Peer-reviewed veterinary case report
Development of a reverse genetics system for West Nile virus (Kunjin type).
- Journal:
- Frontiers in veterinary science
- Year:
- 2025
- Authors:
- Wu, Zhen et al.
- Affiliation:
- Institute of Veterinary Medicine and Immunology · China
- Species:
- bird
Abstract
Kunjin virus (KUNV), a naturally attenuated strain of West Nile virus (WNV), shares similar transmission modes and hosts-primarily mosquitoes, birds, and horses. Globally, reverse genetics is the principal methodology for characterizing the molecular etiology of flaviviruses. In this study, cytomegalovirus (CMV) promoter-driven KUNV reporter replicons were engineered to incorporate three distinct reporter genes: Nanoluc, oxGFP, and mCherry. These replicons demonstrated successful translation and replication in mammalian (BHK-21), avian (DEF), and avian hepatic (LMH) cell lines.

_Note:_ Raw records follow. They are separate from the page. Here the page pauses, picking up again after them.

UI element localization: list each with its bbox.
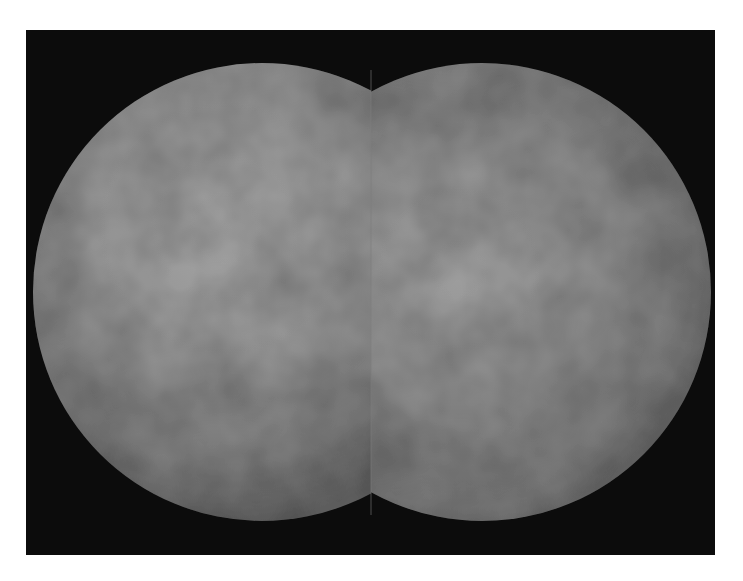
hemisphere-figure <box>26 30 715 555</box>
image-frame <box>26 30 715 555</box>
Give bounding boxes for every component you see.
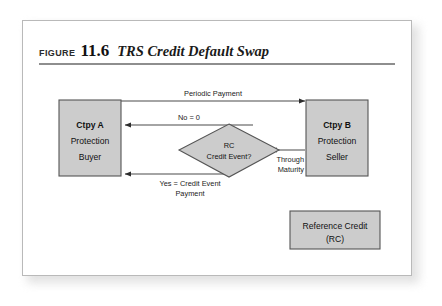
- edge-label-no-zero: No = 0: [178, 113, 200, 122]
- node-ctpy-b-line1: Ctpy B: [323, 120, 351, 130]
- node-ctpy-b-line2: Protection: [318, 136, 357, 146]
- node-ctpy-a-line1: Ctpy A: [76, 120, 103, 130]
- edge-no-zero: No = 0: [125, 113, 253, 125]
- edge-label-through-2: Maturity: [278, 165, 305, 174]
- node-decision-line1: RC: [224, 141, 235, 150]
- swap-flow-diagram: Periodic Payment No = 0 Through Maturity…: [23, 21, 413, 277]
- edge-periodic-payment: Periodic Payment: [121, 89, 305, 101]
- node-ctpy-a[interactable]: Ctpy A Protection Buyer: [59, 100, 121, 176]
- node-decision-line2: Credit Event?: [207, 152, 252, 161]
- node-reference-credit[interactable]: Reference Credit (RC): [290, 211, 380, 249]
- node-reference-credit-line2: (RC): [326, 234, 344, 244]
- node-credit-event-decision[interactable]: RC Credit Event?: [179, 124, 279, 177]
- node-ctpy-a-line2: Protection: [71, 136, 110, 146]
- edge-label-periodic-payment: Periodic Payment: [184, 89, 242, 98]
- figure-page: FIGURE11.6TRS Credit Default Swap Period…: [0, 0, 442, 306]
- edge-yes-credit-event: Yes = Credit Event Payment: [125, 174, 229, 198]
- node-ctpy-b-line3: Seller: [326, 152, 348, 162]
- edge-label-yes-credit-event-2: Payment: [175, 189, 204, 198]
- node-ctpy-b[interactable]: Ctpy B Protection Seller: [306, 100, 368, 176]
- node-reference-credit-line1: Reference Credit: [303, 221, 369, 231]
- edge-label-through-1: Through: [276, 155, 304, 164]
- node-ctpy-a-line3: Buyer: [79, 152, 102, 162]
- edge-label-yes-credit-event-1: Yes = Credit Event: [159, 179, 220, 188]
- figure-card: FIGURE11.6TRS Credit Default Swap Period…: [22, 20, 412, 276]
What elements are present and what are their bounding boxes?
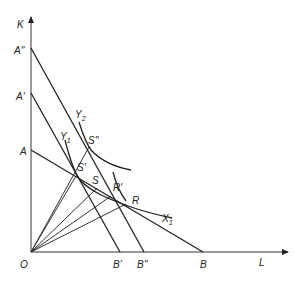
label-r-prime: R' bbox=[113, 182, 123, 193]
isoquant-isocost-diagram: K L O A'' A' A B' B'' B Y2 Y1 X1 S'' S' … bbox=[0, 0, 301, 284]
label-s-prime: S' bbox=[77, 162, 87, 173]
label-s-double-prime: S'' bbox=[88, 135, 100, 146]
label-b-prime: B' bbox=[113, 259, 123, 270]
label-a: A bbox=[19, 146, 27, 157]
label-b-double-prime: B'' bbox=[137, 259, 149, 270]
l-axis-label: L bbox=[259, 257, 265, 268]
origin-label: O bbox=[20, 259, 28, 270]
isocost-line-ab bbox=[31, 150, 203, 252]
label-a-double-prime: A'' bbox=[13, 45, 26, 56]
isoquant-y2 bbox=[79, 122, 131, 170]
label-s: S bbox=[92, 175, 99, 186]
k-axis-label: K bbox=[17, 19, 25, 30]
label-r: R bbox=[132, 195, 139, 206]
label-x1: X1 bbox=[161, 213, 173, 226]
label-y2: Y2 bbox=[75, 109, 86, 122]
label-b: B bbox=[200, 259, 207, 270]
label-a-prime: A' bbox=[15, 91, 26, 102]
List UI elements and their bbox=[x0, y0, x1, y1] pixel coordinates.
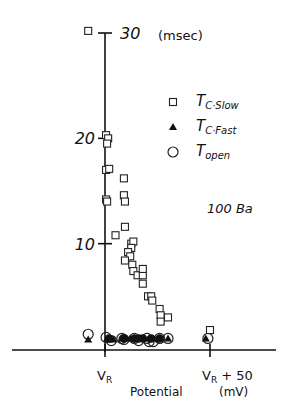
square-marker bbox=[207, 327, 214, 334]
overlap-marker bbox=[155, 334, 163, 342]
triangle-marker bbox=[164, 334, 172, 341]
x-tick-label: VR bbox=[97, 368, 112, 385]
annotation-label: 100 Ba bbox=[207, 201, 253, 216]
square-marker bbox=[104, 140, 111, 147]
square-marker bbox=[104, 198, 111, 205]
overlap-marker bbox=[105, 334, 113, 342]
overlap-marker bbox=[147, 334, 155, 342]
legend-label: TC·Slow bbox=[196, 92, 240, 111]
legend-label: TC·Fast bbox=[196, 117, 237, 136]
circle-marker bbox=[168, 147, 178, 157]
y-tick-label: 20 bbox=[75, 129, 95, 148]
legend-label: Topen bbox=[196, 142, 230, 161]
square-marker bbox=[120, 175, 127, 182]
square-marker bbox=[85, 27, 92, 34]
chart-canvas: 102030 VRVR + 50 TC·SlowTC·FastTopen (ms… bbox=[0, 0, 290, 419]
legend: TC·SlowTC·FastTopen bbox=[168, 92, 240, 161]
square-marker bbox=[149, 297, 156, 304]
square-marker bbox=[165, 314, 172, 321]
square-marker bbox=[121, 223, 128, 230]
square-marker bbox=[112, 232, 119, 239]
x-axis-title: Potential bbox=[130, 385, 183, 399]
overlap-marker bbox=[120, 334, 128, 342]
square-marker bbox=[106, 165, 113, 172]
square-marker bbox=[139, 280, 146, 287]
y-tick-label: 10 bbox=[75, 235, 95, 254]
square-marker bbox=[121, 198, 128, 205]
x-tick-label: VR + 50 bbox=[202, 368, 253, 385]
square-marker bbox=[139, 265, 146, 272]
triangle-marker bbox=[169, 123, 177, 130]
data-points bbox=[83, 27, 213, 346]
y-tick-label: 30 bbox=[120, 24, 140, 43]
square-marker bbox=[157, 318, 164, 325]
square-marker bbox=[121, 257, 128, 264]
x-unit-label: (mV) bbox=[219, 385, 248, 399]
y-unit-label: (msec) bbox=[158, 28, 203, 43]
overlap-marker bbox=[139, 334, 147, 342]
square-marker bbox=[170, 99, 177, 106]
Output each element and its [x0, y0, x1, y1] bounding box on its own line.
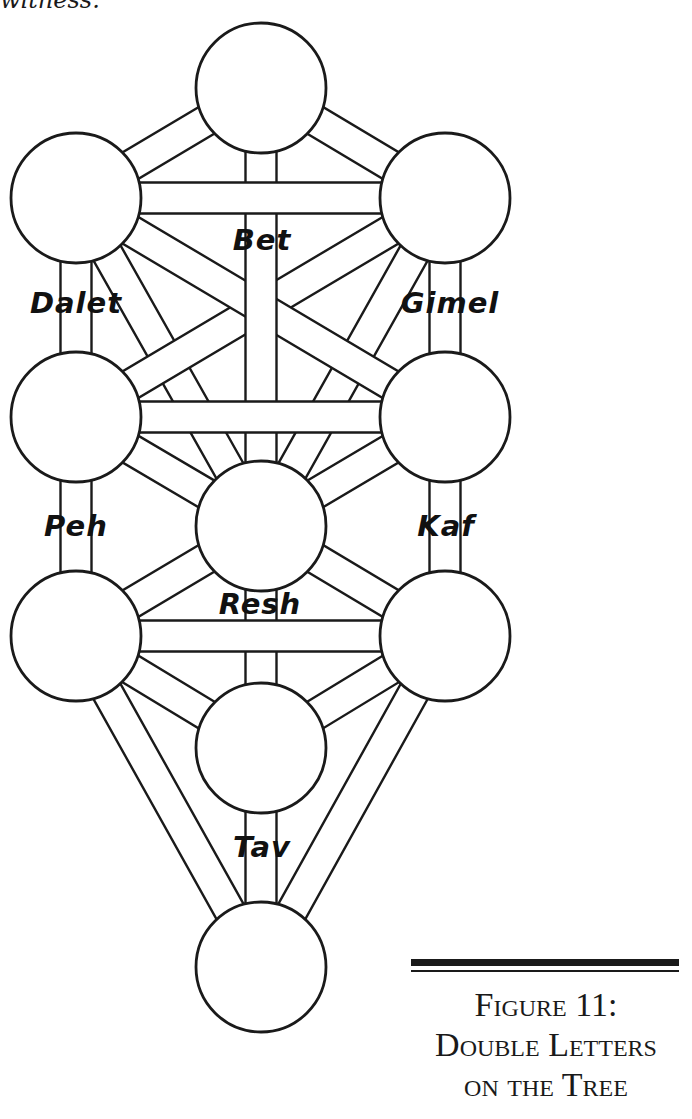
caption-rule-thick	[411, 959, 679, 966]
caption-rule-thin	[411, 970, 679, 972]
sephirah-circle-s6	[196, 461, 326, 591]
sephirah-circle-s4	[380, 352, 510, 482]
letter-label-kaf: Kaf	[417, 512, 475, 541]
sephirah-circle-s3	[11, 133, 141, 263]
sephirah-circle-s9	[196, 683, 326, 813]
tree-of-life-diagram	[0, 0, 692, 1119]
letter-label-resh: Resh	[219, 590, 301, 619]
letter-label-tav: Tav	[233, 833, 291, 862]
caption-line-3: on the Tree	[400, 1065, 692, 1105]
letter-label-bet: Bet	[233, 226, 292, 255]
sephirah-circle-s8	[11, 571, 141, 701]
sephirah-circle-s7	[380, 571, 510, 701]
caption-line-2: Double Letters	[400, 1025, 692, 1065]
caption-line-1: Figure 11:	[400, 985, 692, 1025]
sephirah-circle-s5	[11, 352, 141, 482]
sephirah-circle-s2	[380, 133, 510, 263]
sephirah-circle-s10	[196, 902, 326, 1032]
letter-label-dalet: Dalet	[30, 289, 122, 318]
letter-label-gimel: Gimel	[401, 289, 500, 318]
sephirah-circle-s1	[196, 23, 326, 153]
figure-caption: Figure 11: Double Letters on the Tree	[400, 985, 692, 1105]
letter-label-peh: Peh	[44, 512, 108, 541]
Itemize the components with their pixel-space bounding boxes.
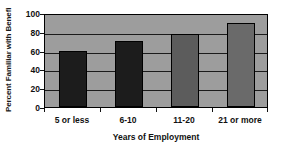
- bars-group: [45, 15, 267, 107]
- y-axis-tick-label: 40: [18, 65, 40, 75]
- x-axis-tick-label: 6-10: [100, 114, 156, 126]
- x-axis-tick-label: 21 or more: [212, 114, 268, 126]
- x-axis-tick-mark: [100, 108, 101, 112]
- y-axis-tick-mark: [40, 14, 44, 15]
- y-axis-tick-label: 80: [18, 28, 40, 38]
- bar: [227, 23, 255, 107]
- plot-area: [44, 14, 268, 108]
- y-axis-tick-label: 0: [18, 103, 40, 113]
- x-axis-title: Years of Employment: [44, 131, 268, 144]
- y-axis-tick-label: 60: [18, 47, 40, 57]
- x-axis-tick-label: 11-20: [156, 114, 212, 126]
- bar: [171, 34, 199, 107]
- y-axis-tick-label: 100: [18, 9, 40, 19]
- y-axis-tick-mark: [40, 52, 44, 53]
- bar-chart: Percent Familiar with Benefi 02040608010…: [0, 0, 281, 153]
- bar: [59, 51, 87, 107]
- y-axis-tick-label: 20: [18, 84, 40, 94]
- x-axis-tick-mark: [267, 108, 268, 112]
- x-axis-tick-mark: [212, 108, 213, 112]
- y-axis-tick-labels: 020406080100: [13, 14, 40, 108]
- x-axis-tick-label: 5 or less: [44, 114, 100, 126]
- y-axis-tick-mark: [40, 89, 44, 90]
- x-axis-tick-mark: [156, 108, 157, 112]
- x-axis-tick-mark: [44, 108, 45, 112]
- y-axis-tick-mark: [40, 70, 44, 71]
- bar: [115, 41, 143, 107]
- y-axis-tick-mark: [40, 33, 44, 34]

Additionally, anpseudovirus packaging system for KUNV was established using helper plasmids expressing either full-length C-prM/E or a truncated C-terminal variant (C-prM/E). Both plasmids efficiently packaged replicon RNA into pseudoviruses, with C-prM/E showing significantly higher packaging efficiency than full-length C-prM/E. Furthermore, leveraging a previously developed full-length infectious KUNV clone, a stable reporter virus was generated by inserting the NanoLuc luciferase gene. The reporter virus maintained genomic integrity over five serial passages with no loss of the reporter gene. Collectively, these experiments establish robustreverse genetics systems for KUNV. These tools constitute valuable molecular resources for investigating the KUNV lifecycle, advancing antiviral drug screening, and facilitating vaccine development.